Nintendo copyright blitz wipes fan Pokémon channel from YouTube

3 min readSources: Techdirt

Nintendo filed roughly 20 copyright claims, forcing YouTube to shut down PokéNational Geographic’s fan channel.

Why it matters: The takedown puts legal teams on alert as copyright enforcement tools are applied more aggressively to fan-made content online. Counsel must reassess compliance and content oversight as platforms and rights-holders rapidly escalate digital IP protection measures.

  • PokéNational Geographic had over 100,000 YouTube subscribers when the takedown occurred.
  • Nintendo, formally Nintendo Co., Ltd., filed about 20 claims in 12 hours targeting Pokémon content.
  • YouTube’s three-strike copyright policy prompted the channel’s deletion within seven days.
  • Legal ambiguity around 'transformative' fan creations raises new compliance risks for brands and creators.

Nintendo Co., Ltd. intensified its policing of intellectual property (IP) this week, issuing around 20 copyright strikes that led to the removal of the PokéNational Geographic YouTube channel. The channel, run by animator Elious, published original Pokémon-themed animations but used imagery and brief audio cues owned by Nintendo.

  • PokéNational Geographic built a following over three years with more than 100,000 subscribers, relying on creative reimaginings rather than direct footage from Nintendo games.
  • Nintendo’s swift filing spree triggered YouTube’s automated three-strike policy, where any channel receiving three unresolved claims is terminated—regardless of whether some content might potentially be considered 'fair use' (the legal doctrine allowing limited use of copyrighted works for purposes like commentary or education).
  • This leaves little room for case-by-case legal review within platforms' automated enforcement systems.

Legal professionals face rising pressure as copyright owners deploy detection tools more broadly against fan-creators, whose transformative or parodic works may or may not meet fair use criteria. For brands, the incident is a warning to set clear policies and anticipate potential PR or litigation risks as enforcement actions—and creator backlash—accelerate. Legal teams should closely monitor policy changes on major platforms and advise clients proactively on IP compliance, especially for user-generated content.

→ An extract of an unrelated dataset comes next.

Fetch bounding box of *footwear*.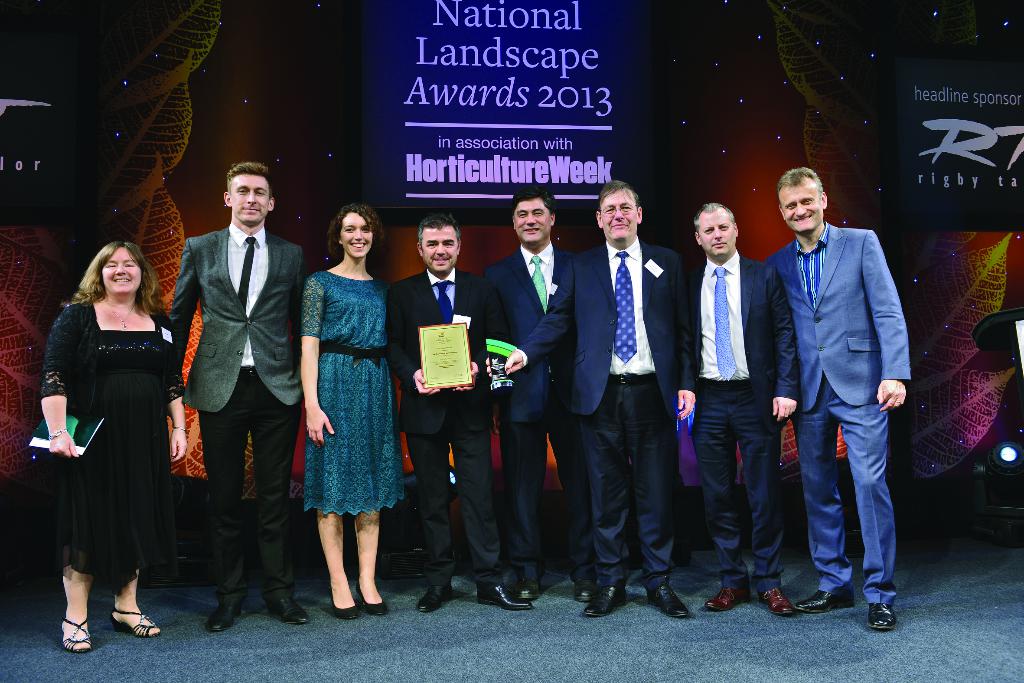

YouTube's full policy on strikes and takedowns is outlined in the Copyright Strike Basics page.

By the numbers:

  • 100,000+ — PokéNational Geographic’s YouTube subscribers before takedown
  • 20 — Number of copyright claims Nintendo filed in under 12 hours
  • 3 — Copyright strikes on YouTube required for permanent channel removal

Yes, but: The question of fair use remains complex and case-specific; automated takedown tools do not always account for legal nuance, suggesting even creators who transform original works still risk losing their platforms without a formal review.

What's next: Nintendo has not commented publicly, and the incident may prompt discussion about the limits of automated enforcement and fan content rights among legal and policy teams.